Plate 6. Using a black, hard crayon draw a twenty inch square. Divide this square into one inch squares. Within each one inch square, draw nothing, or draw a diagonal straight line from corner to corner, or two crossing straight lines diagonally from corner to corner.

Plate 6, generated with JavaScript. Click or tap to refresh. (Source)

The instructions seem very clinical and precise at first glance, but you very quickly see how much flexibility and leeway they allow. With a “hard black crayon” you can draw thick or thin lines. The instructions say nothing about whether the thickness of each stroke has to be consistent across the whole twenty inch square. For Plate 6 there are four possible states for each square (nothing, diagonal 1, diagonal 2, cross), which gives you a gargantuan 2800 possible versions to play with. Each time an artist follows the instructions, you will get something subtly different, but still essentially the same. The art lies in both the execution and the instructions. We take this kind of duality for granted with classical musical works and theatre plays, often granting the composer and playwright the most credit. But for visual arts it feels subversive and unusual.

I was reminded of this while I was listening to the “Pumpkin Pressure” episode of Hello Internet. Brady and Gray talk about various emoji (frog face, crocodile), and which versions they like best — Apple, Google, Microsoft, etc.

Three frog faces from Emojipedia’s selection: Apple, Google, Microsoft

It struck me that the Unicode Emoji catalogue has a lot in common with Sol LeWitt’s conceptual art. The Unicode consortium defines the core essence of the emoji in a few short words, such as “frowning face with open mouth” (U+1F626 or ?), “shallow pan of food” (U+1F958 or ?), or “person in lotus position” (U+1F9D8 or ?). It’s up to the implementors to execute this concept and turn it into something expressive and recognizable at the scale of a tiny letter-size graphic, ideally within a consistent design framework.

I think the balance of creative expression here is tilted in favour of the implementors. But don’t underestimate the work that goes into deciding which emoji will be codified, and what the canonical textual representation will be. That’s art, too.

Indoor Skydiving

Right at the end of the summer holiday, Abi, Fiona, and I went indoor skydiving at City Skydive in Utrecht. It was amazing!

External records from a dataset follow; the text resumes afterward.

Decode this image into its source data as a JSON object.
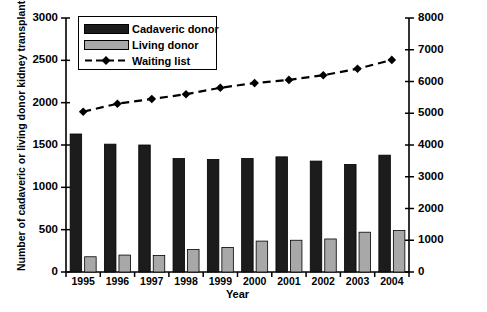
{
  "chart_data": {
    "type": "bar",
    "title": "",
    "xlabel": "Year",
    "ylabel": "Number of cadaveric or living donor kidney transplants",
    "y2label": "Number on waiting list",
    "categories": [
      "1995",
      "1996",
      "1997",
      "1998",
      "1999",
      "2000",
      "2001",
      "2002",
      "2003",
      "2004"
    ],
    "ylim": [
      0,
      3000
    ],
    "y2lim": [
      0,
      8000
    ],
    "yticks": [
      0,
      500,
      1000,
      1500,
      2000,
      2500,
      3000
    ],
    "y2ticks": [
      0,
      1000,
      2000,
      3000,
      4000,
      5000,
      6000,
      7000,
      8000
    ],
    "grid": false,
    "legend_position": "top-left",
    "series": [
      {
        "name": "Cadaveric donor",
        "type": "bar",
        "axis": "left",
        "color": "#1c1c1c",
        "values": [
          1630,
          1510,
          1500,
          1340,
          1330,
          1340,
          1360,
          1310,
          1270,
          1380
        ]
      },
      {
        "name": "Living donor",
        "type": "bar",
        "axis": "left",
        "color": "#a8a8a8",
        "values": [
          180,
          200,
          195,
          265,
          290,
          365,
          375,
          390,
          470,
          490
        ]
      },
      {
        "name": "Waiting list",
        "type": "line",
        "axis": "right",
        "color": "#000000",
        "values": [
          5050,
          5300,
          5450,
          5600,
          5800,
          5950,
          6050,
          6200,
          6400,
          6680
        ]
      }
    ]
  },
  "legend": {
    "items": [
      {
        "label": "Cadaveric donor",
        "marker": "dark-square-swatch"
      },
      {
        "label": "Living donor",
        "marker": "gray-square-swatch"
      },
      {
        "label": "Waiting list",
        "marker": "dashed-line-diamond"
      }
    ]
  },
  "axes": {
    "left_title": "Number of cadaveric or living donor kidney transplants",
    "right_title": "Number on waiting list",
    "x_title": "Year",
    "left_ticks": [
      "0",
      "500",
      "1000",
      "1500",
      "2000",
      "2500",
      "3000"
    ],
    "right_ticks": [
      "0",
      "1000",
      "2000",
      "3000",
      "4000",
      "5000",
      "6000",
      "7000",
      "8000"
    ],
    "x_ticks": [
      "1995",
      "1996",
      "1997",
      "1998",
      "1999",
      "2000",
      "2001",
      "2002",
      "2003",
      "2004"
    ]
  }
}
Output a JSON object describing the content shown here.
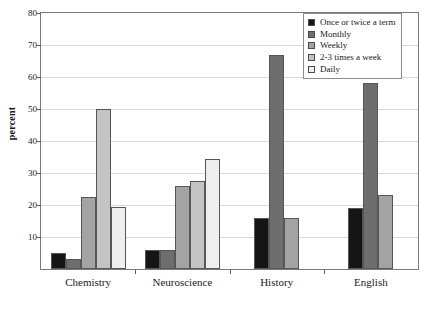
{
  "chart_data": {
    "type": "bar",
    "title": "",
    "xlabel": "",
    "ylabel": "percent",
    "ylim": [
      0,
      80
    ],
    "ytick_step": 10,
    "yticks": [
      0,
      10,
      20,
      30,
      40,
      50,
      60,
      70,
      80
    ],
    "grid": true,
    "legend_position": "top-right",
    "categories": [
      "Chemistry",
      "Neuroscience",
      "History",
      "English"
    ],
    "series": [
      {
        "name": "Once or twice a term",
        "color": "#151515",
        "values": [
          5,
          6,
          16,
          19
        ]
      },
      {
        "name": "Monthly",
        "color": "#6e6e6e",
        "values": [
          3,
          6,
          67,
          58
        ]
      },
      {
        "name": "Weekly",
        "color": "#a3a3a3",
        "values": [
          22.5,
          26,
          16,
          23
        ]
      },
      {
        "name": "2-3 times a week",
        "color": "#c4c4c4",
        "values": [
          50,
          27.5,
          null,
          null
        ]
      },
      {
        "name": "Daily",
        "color": "#eeeeee",
        "values": [
          19.5,
          34.5,
          null,
          null
        ]
      }
    ]
  }
}
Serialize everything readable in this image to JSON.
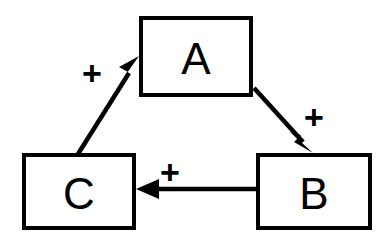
{
  "diagram": {
    "type": "signed-directed-graph",
    "title": "",
    "background_color": "#ffffff",
    "stroke_color": "#000000",
    "nodes": [
      {
        "id": "A",
        "label": "A",
        "x": 139,
        "y": 16,
        "width": 114,
        "height": 81
      },
      {
        "id": "B",
        "label": "B",
        "x": 256,
        "y": 153,
        "width": 116,
        "height": 77
      },
      {
        "id": "C",
        "label": "C",
        "x": 22,
        "y": 153,
        "width": 114,
        "height": 77
      }
    ],
    "edges": [
      {
        "id": "edge-c-to-a",
        "from": "C",
        "to": "A",
        "sign": "+",
        "sign_x": 92,
        "sign_y": 73,
        "direction": "up-right"
      },
      {
        "id": "edge-a-to-b",
        "from": "A",
        "to": "B",
        "sign": "+",
        "sign_x": 314,
        "sign_y": 117,
        "direction": "down-right"
      },
      {
        "id": "edge-b-to-c",
        "from": "B",
        "to": "C",
        "sign": "+",
        "sign_x": 170,
        "sign_y": 172,
        "direction": "left"
      }
    ]
  }
}
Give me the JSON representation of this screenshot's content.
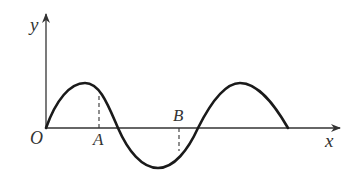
{
  "diagram": {
    "type": "wave-graph",
    "colors": {
      "stroke": "#1a1a1a",
      "axis": "#333333",
      "label": "#333333"
    },
    "axes": {
      "x_label": "x",
      "y_label": "y",
      "origin_label": "O"
    },
    "points": [
      {
        "label": "A",
        "position": "below-axis",
        "dashed_to": "curve-above"
      },
      {
        "label": "B",
        "position": "above-axis",
        "dashed_to": "curve-below"
      }
    ],
    "curve": {
      "description": "sinusoid starting at origin: crest, trough, crest, ending on the x-axis (1.5 wavelengths)"
    }
  }
}
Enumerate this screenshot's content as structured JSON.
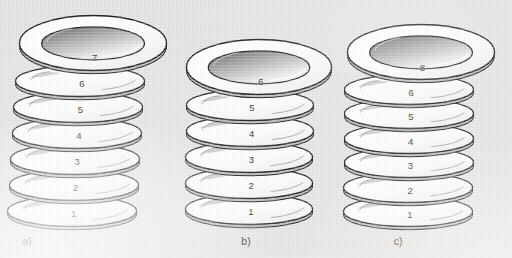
{
  "figure": {
    "kind": "line-art-illustration",
    "background_color": "#e3e3e1",
    "line_color": "#1a1a1a",
    "plate_fill_color": "#fbfbfa",
    "shade_color": "#b9b9b7"
  },
  "stacks": [
    {
      "id": "a",
      "caption": "a)",
      "plate_count": 7,
      "alignment": "skewed",
      "plates": [
        {
          "label": "1"
        },
        {
          "label": "2"
        },
        {
          "label": "3"
        },
        {
          "label": "4"
        },
        {
          "label": "5"
        },
        {
          "label": "6"
        },
        {
          "label": "7"
        }
      ]
    },
    {
      "id": "b",
      "caption": "b)",
      "plate_count": 6,
      "alignment": "aligned",
      "plates": [
        {
          "label": "1"
        },
        {
          "label": "2"
        },
        {
          "label": "3"
        },
        {
          "label": "4"
        },
        {
          "label": "5"
        },
        {
          "label": "6"
        }
      ]
    },
    {
      "id": "c",
      "caption": "c)",
      "plate_count": 7,
      "alignment": "aligned",
      "plates": [
        {
          "label": "1"
        },
        {
          "label": "2"
        },
        {
          "label": "3"
        },
        {
          "label": "4"
        },
        {
          "label": "5"
        },
        {
          "label": "6"
        },
        {
          "label": "8"
        }
      ]
    }
  ]
}
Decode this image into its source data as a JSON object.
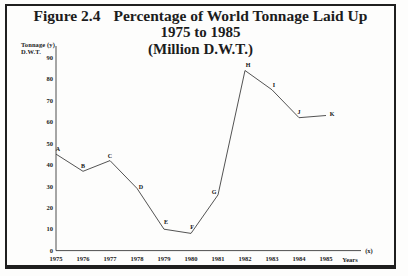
{
  "figure": {
    "label": "Figure 2.4",
    "title_line1": "Percentage of World Tonnage Laid Up",
    "title_line2": "1975 to 1985",
    "title_line3": "(Million D.W.T.)"
  },
  "axes": {
    "y_caption_line1": "Tonnage (y)",
    "y_caption_line2": "D.W.T.",
    "x_caption": "Years",
    "x_axis_suffix": "(x)"
  },
  "colors": {
    "ink": "#1c1c1c",
    "curve": "#3f3f3f",
    "frame_border": "#1f1f1f",
    "background": "#fdfdfc"
  },
  "chart_data": {
    "type": "line",
    "xlabel": "Years (x)",
    "ylabel": "Tonnage D.W.T. (y)",
    "xlim": [
      1975,
      1985
    ],
    "ylim": [
      0,
      90
    ],
    "yticks": [
      0,
      10,
      20,
      30,
      40,
      50,
      60,
      70,
      80,
      90
    ],
    "xticks": [
      1975,
      1976,
      1977,
      1978,
      1979,
      1980,
      1981,
      1982,
      1983,
      1984,
      1985
    ],
    "grid": false,
    "legend": "none",
    "series": [
      {
        "name": "World tonnage laid up (Million D.W.T.)",
        "points": [
          {
            "label": "A",
            "year": 1975,
            "value": 45,
            "label_offset": [
              2,
              -5
            ]
          },
          {
            "label": "B",
            "year": 1976,
            "value": 37,
            "label_offset": [
              0,
              -5
            ]
          },
          {
            "label": "C",
            "year": 1977,
            "value": 42,
            "label_offset": [
              0,
              -5
            ]
          },
          {
            "label": "D",
            "year": 1978,
            "value": 29,
            "label_offset": [
              4,
              -1
            ]
          },
          {
            "label": "E",
            "year": 1979,
            "value": 10,
            "label_offset": [
              2,
              -7
            ]
          },
          {
            "label": "F",
            "year": 1980,
            "value": 8,
            "label_offset": [
              1,
              -6
            ]
          },
          {
            "label": "G",
            "year": 1981,
            "value": 26,
            "label_offset": [
              -4,
              -3
            ]
          },
          {
            "label": "H",
            "year": 1982,
            "value": 84,
            "label_offset": [
              3,
              -6
            ]
          },
          {
            "label": "I",
            "year": 1983,
            "value": 75,
            "label_offset": [
              2,
              -5
            ]
          },
          {
            "label": "J",
            "year": 1984,
            "value": 62,
            "label_offset": [
              0,
              -6
            ]
          },
          {
            "label": "K",
            "year": 1985,
            "value": 63,
            "label_offset": [
              6,
              -2
            ]
          }
        ]
      }
    ]
  }
}
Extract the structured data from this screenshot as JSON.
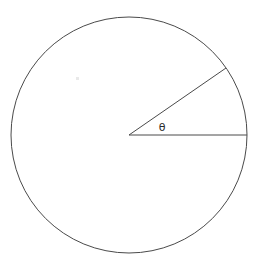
{
  "figure": {
    "background_color": "#ffffff",
    "width": 258,
    "height": 268,
    "stroke_color": "#4a4a4a",
    "stroke_width": 1,
    "label_color": "#2b2b2b"
  },
  "labels": {
    "theta": "θ",
    "theta_name": "central-angle-theta"
  },
  "chart_data": {
    "type": "diagram",
    "subtitle": "",
    "xlabel": "",
    "ylabel": "",
    "grid": false,
    "legend": null,
    "shapes": [
      {
        "name": "circle-outline",
        "kind": "circle",
        "cx": 129,
        "cy": 135,
        "r": 118,
        "fill": "none",
        "stroke": "#4a4a4a",
        "stroke_width": 1
      },
      {
        "name": "radius-horizontal",
        "kind": "line",
        "x1": 129,
        "y1": 135,
        "x2": 247,
        "y2": 135,
        "angle_deg": 0,
        "length": 118,
        "stroke": "#4a4a4a",
        "stroke_width": 1
      },
      {
        "name": "radius-upper",
        "kind": "line",
        "x1": 129,
        "y1": 135,
        "x2": 226,
        "y2": 68,
        "angle_deg": 34.6,
        "length": 118,
        "stroke": "#4a4a4a",
        "stroke_width": 1
      }
    ],
    "annotations": [
      {
        "name": "theta-label",
        "text": "θ",
        "x": 162,
        "y": 128,
        "font_size": 11,
        "color": "#2b2b2b"
      }
    ],
    "artifacts": [
      {
        "name": "faint-speck",
        "x": 77,
        "y": 78,
        "w": 3,
        "h": 3,
        "color": "#e9e9e9"
      }
    ],
    "measured": {
      "center": [
        129,
        135
      ],
      "radius": 118,
      "central_angle_degrees": 34.6,
      "circle_bbox": [
        11,
        17,
        247,
        253
      ]
    }
  }
}
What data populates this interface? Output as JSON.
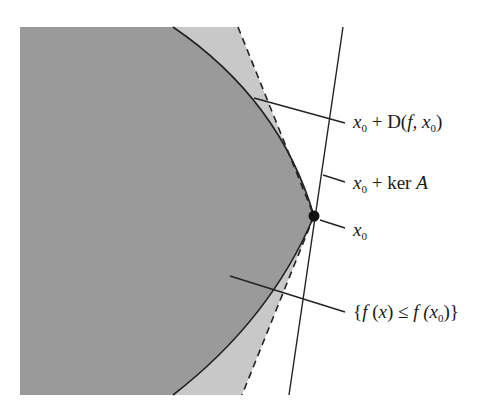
{
  "diagram": {
    "colors": {
      "level_set_fill": "#9a9a9a",
      "cone_fill": "#c8c8c8",
      "background": "#ffffff",
      "stroke": "#222222"
    },
    "labels": {
      "descent_cone": {
        "prefix": "x",
        "sub": "0",
        "rest": " + D(",
        "f": "f",
        "comma": ", x",
        "sub2": "0",
        "close": ")"
      },
      "kernel": {
        "prefix": "x",
        "sub": "0",
        "rest": " + ker ",
        "A": "A"
      },
      "point": {
        "prefix": "x",
        "sub": "0"
      },
      "level_set": {
        "open": "{",
        "f1": "f",
        "mid1": " (",
        "x": "x",
        "mid2": ") ≤ ",
        "f2": "f",
        "mid3": " (x",
        "sub": "0",
        "close": ")}"
      }
    },
    "elements": [
      "level-set-region {f(x) ≤ f(x0)}",
      "descent-cone x0 + D(f, x0) (dashed boundary)",
      "line x0 + ker A",
      "point x0"
    ]
  }
}
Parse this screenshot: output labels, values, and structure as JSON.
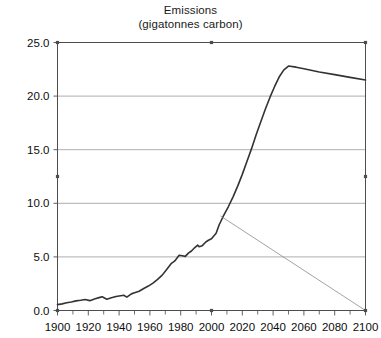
{
  "chart_data": {
    "type": "line",
    "title": "Emissions",
    "subtitle": "(gigatonnes carbon)",
    "xlabel": "",
    "ylabel": "",
    "xlim": [
      1900,
      2100
    ],
    "ylim": [
      0.0,
      25.0
    ],
    "xticks": [
      1900,
      1920,
      1940,
      1960,
      1980,
      2000,
      2020,
      2040,
      2060,
      2080,
      2100
    ],
    "xtick_labels": [
      "1900",
      "1920",
      "1940",
      "1960",
      "1980",
      "2000",
      "2020",
      "2040",
      "2060",
      "2080",
      "2100"
    ],
    "xminor_ticks": [
      1910,
      1930,
      1950,
      1970,
      1990,
      2010,
      2030,
      2050,
      2070,
      2090
    ],
    "yticks": [
      0.0,
      5.0,
      10.0,
      15.0,
      20.0,
      25.0
    ],
    "ytick_labels": [
      "0.0",
      "5.0",
      "10.0",
      "15.0",
      "20.0",
      "25.0"
    ],
    "grid": "horizontal",
    "grid_color": "#999999",
    "frame_color": "#4d4d4d",
    "legend": "none",
    "series": [
      {
        "name": "emissions-reference",
        "style": "thick",
        "color": "#333333",
        "width": 1.6,
        "points": [
          [
            1900,
            0.55
          ],
          [
            1903,
            0.62
          ],
          [
            1906,
            0.72
          ],
          [
            1909,
            0.8
          ],
          [
            1912,
            0.9
          ],
          [
            1915,
            0.95
          ],
          [
            1918,
            1.02
          ],
          [
            1921,
            0.92
          ],
          [
            1924,
            1.08
          ],
          [
            1927,
            1.2
          ],
          [
            1929,
            1.28
          ],
          [
            1932,
            1.05
          ],
          [
            1935,
            1.18
          ],
          [
            1938,
            1.3
          ],
          [
            1940,
            1.35
          ],
          [
            1943,
            1.42
          ],
          [
            1945,
            1.25
          ],
          [
            1948,
            1.55
          ],
          [
            1950,
            1.65
          ],
          [
            1953,
            1.8
          ],
          [
            1956,
            2.05
          ],
          [
            1959,
            2.28
          ],
          [
            1962,
            2.55
          ],
          [
            1965,
            2.9
          ],
          [
            1968,
            3.3
          ],
          [
            1971,
            3.85
          ],
          [
            1974,
            4.4
          ],
          [
            1976,
            4.6
          ],
          [
            1979,
            5.15
          ],
          [
            1981,
            5.1
          ],
          [
            1983,
            5.05
          ],
          [
            1985,
            5.35
          ],
          [
            1987,
            5.55
          ],
          [
            1989,
            5.85
          ],
          [
            1991,
            6.1
          ],
          [
            1992,
            5.95
          ],
          [
            1994,
            6.05
          ],
          [
            1996,
            6.35
          ],
          [
            1998,
            6.55
          ],
          [
            2000,
            6.7
          ],
          [
            2003,
            7.2
          ],
          [
            2005,
            8.0
          ],
          [
            2008,
            8.9
          ],
          [
            2011,
            9.7
          ],
          [
            2014,
            10.6
          ],
          [
            2017,
            11.6
          ],
          [
            2020,
            12.7
          ],
          [
            2023,
            13.9
          ],
          [
            2026,
            15.1
          ],
          [
            2029,
            16.4
          ],
          [
            2032,
            17.6
          ],
          [
            2035,
            18.8
          ],
          [
            2038,
            19.9
          ],
          [
            2041,
            20.9
          ],
          [
            2044,
            21.8
          ],
          [
            2047,
            22.45
          ],
          [
            2050,
            22.8
          ],
          [
            2055,
            22.7
          ],
          [
            2060,
            22.55
          ],
          [
            2070,
            22.25
          ],
          [
            2080,
            22.0
          ],
          [
            2090,
            21.75
          ],
          [
            2100,
            21.5
          ]
        ]
      },
      {
        "name": "emissions-reduction-path",
        "style": "thin",
        "color": "#8c8c8c",
        "width": 0.8,
        "points": [
          [
            2006,
            8.8
          ],
          [
            2100,
            0.0
          ]
        ]
      }
    ]
  }
}
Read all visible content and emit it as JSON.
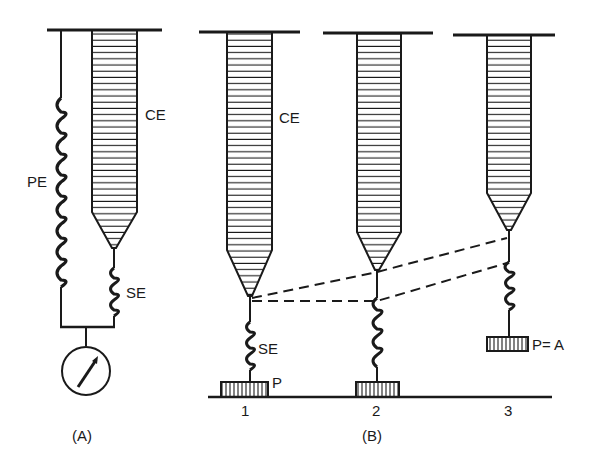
{
  "diagram": {
    "panel_a": {
      "caption": "(A)",
      "labels": {
        "contractile": "CE",
        "parallel": "PE",
        "series": "SE"
      }
    },
    "panel_b": {
      "caption": "(B)",
      "labels": {
        "contractile": "CE",
        "series": "SE",
        "load": "P",
        "load_equals": "P= A"
      },
      "stages": [
        {
          "number": "1"
        },
        {
          "number": "2"
        },
        {
          "number": "3"
        }
      ]
    },
    "colors": {
      "ink": "#1a1a1a",
      "background": "#ffffff"
    }
  }
}
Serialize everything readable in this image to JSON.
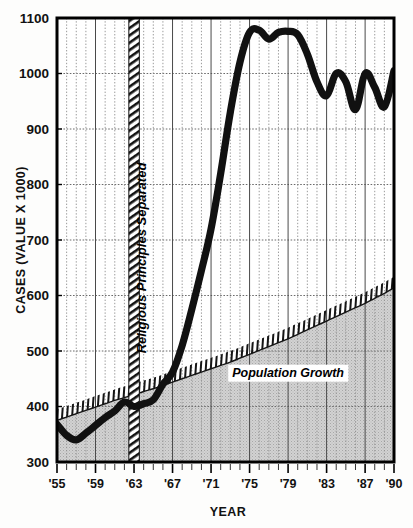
{
  "chart_data": {
    "type": "line",
    "title": "",
    "subtitle": "",
    "xlabel": "YEAR",
    "ylabel": "CASES (VALUE X 1000)",
    "xlim": [
      1955,
      1990
    ],
    "ylim": [
      300,
      1100
    ],
    "ytick_labels": [
      "1100",
      "1000",
      "900",
      "800",
      "700",
      "600",
      "500",
      "400",
      "300"
    ],
    "ytick_values": [
      1100,
      1000,
      900,
      800,
      700,
      600,
      500,
      400,
      300
    ],
    "xtick_labels": [
      "'55",
      "'59",
      "'63",
      "'67",
      "'71",
      "'75",
      "'79",
      "'83",
      "'87",
      "'90"
    ],
    "xtick_values": [
      1955,
      1959,
      1963,
      1967,
      1971,
      1975,
      1979,
      1983,
      1987,
      1990
    ],
    "grid": true,
    "legend_position": "inline-annotation",
    "x": [
      1955,
      1956,
      1957,
      1958,
      1959,
      1960,
      1961,
      1962,
      1963,
      1964,
      1965,
      1966,
      1967,
      1968,
      1969,
      1970,
      1971,
      1972,
      1973,
      1974,
      1975,
      1976,
      1977,
      1978,
      1979,
      1980,
      1981,
      1982,
      1983,
      1984,
      1985,
      1986,
      1987,
      1988,
      1989,
      1990
    ],
    "series": [
      {
        "name": "Cases",
        "style": "thick-black-line",
        "values": [
          368,
          348,
          340,
          352,
          366,
          380,
          392,
          408,
          400,
          405,
          412,
          440,
          462,
          510,
          575,
          645,
          720,
          820,
          930,
          1020,
          1074,
          1078,
          1062,
          1074,
          1076,
          1070,
          1035,
          985,
          960,
          1000,
          985,
          935,
          1000,
          975,
          940,
          1005
        ]
      },
      {
        "name": "Population Growth",
        "style": "hatched-boundary-shaded-area",
        "values": [
          375,
          381,
          387,
          393,
          399,
          405,
          411,
          416,
          421,
          427,
          432,
          438,
          444,
          450,
          456,
          462,
          468,
          474,
          480,
          487,
          494,
          501,
          508,
          515,
          522,
          530,
          538,
          546,
          554,
          562,
          570,
          578,
          586,
          595,
          604,
          614
        ]
      }
    ],
    "annotations": [
      {
        "name": "population-growth-label",
        "text": "Population Growth",
        "x": 1979,
        "y": 460,
        "style": "bold-italic-boxed"
      },
      {
        "name": "religious-principles-marker",
        "text": "Religious Principles Separated",
        "x": 1963,
        "style": "vertical-hatched-bar",
        "orientation": "rotated-90"
      }
    ]
  },
  "axes": {
    "y_title": "CASES (VALUE X 1000)",
    "x_title": "YEAR"
  },
  "colors": {
    "line": "#111111",
    "area_fill": "#c9c9c9",
    "grid": "#6b6b6b",
    "axis": "#000000",
    "background": "#ffffff",
    "label_box": "#ffffff"
  }
}
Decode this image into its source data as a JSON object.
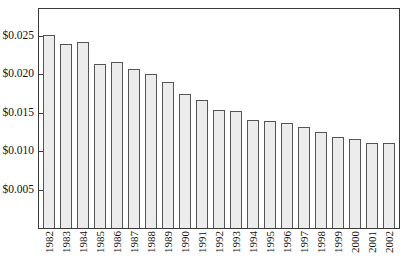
{
  "chart_data": {
    "type": "bar",
    "title": "",
    "xlabel": "",
    "ylabel": "",
    "ylim": [
      0,
      0.0285
    ],
    "grid": false,
    "legend": "none",
    "y_tick_values": [
      0.005,
      0.01,
      0.015,
      0.02,
      0.025
    ],
    "y_tick_labels": [
      "$0.005",
      "$0.010",
      "$0.015",
      "$0.020",
      "$0.025"
    ],
    "categories": [
      "1982",
      "1983",
      "1984",
      "1985",
      "1986",
      "1987",
      "1988",
      "1989",
      "1990",
      "1991",
      "1992",
      "1993",
      "1994",
      "1995",
      "1996",
      "1997",
      "1998",
      "1999",
      "2000",
      "2001",
      "2002"
    ],
    "values": [
      0.0251,
      0.0239,
      0.0242,
      0.0214,
      0.0216,
      0.0207,
      0.02,
      0.019,
      0.0174,
      0.0167,
      0.0153,
      0.0152,
      0.0141,
      0.0139,
      0.0137,
      0.0131,
      0.0125,
      0.0119,
      0.0116,
      0.011,
      0.011
    ],
    "bar_fill_color": "#ececec",
    "bar_border_color": "#555555",
    "frame_color": "#3a3a3a",
    "background_color": "#ffffff"
  }
}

Alex and I had spotted the facility earlier this year while it was still under construction. It is just off the A2 to the north-west of Utrecht, very clearly visible from the motorway. On the day we went, Alex didn’t feel like coming along, so it was just Abi, Fiona, and me.

City Skydive from the outside

When you arrive, you sign in and wait for your flight trainer to come and collect your group. You get suited up in some unflattering flight suits (with built-in handles on the back and hips, so the trainer can throw you around more easily), and equipped with a helmet, flexible goggles, and ear plugs.

Suited up!

There is a small theatre space at the rear of the facility where the instructors give you a safety and instructions briefing. Although the noise is muted on the outside, once you get into the wind tunnels you can basically hear nothing, so they cover the hand signals and pantomime gestures they will use on the inside.

Hand signals

Depending on the package you have booked, you get 3-5 one-minute slots in one of the two enormous vertical wind tunnels. If this is your first time, the flight trainer works you through a set of exercises to drill you on the basic skills like how to turn, and fly up and down. If you get far enough through the supervised exercises, you’ll get a flight certificate that allows you to come back and dive on your own, but we didn’t get nearly far enough for that. Abi’s shoulder gave her some trouble, so she ducked out after just the one flight. The instructor allowed Fiona and me to take over her remaining flights, so we both got an extra minute. A minute might not sound like much, but it feels like quite a long time when you’re being physically battered into the air by up to 300km/h winds.

The wind tunnels viewed from the café area

After your session (or if you’re not flying), you can relax in the café area just outside the tunnels, and watch how other groups are getting on. I had a great time, and would love to go back again!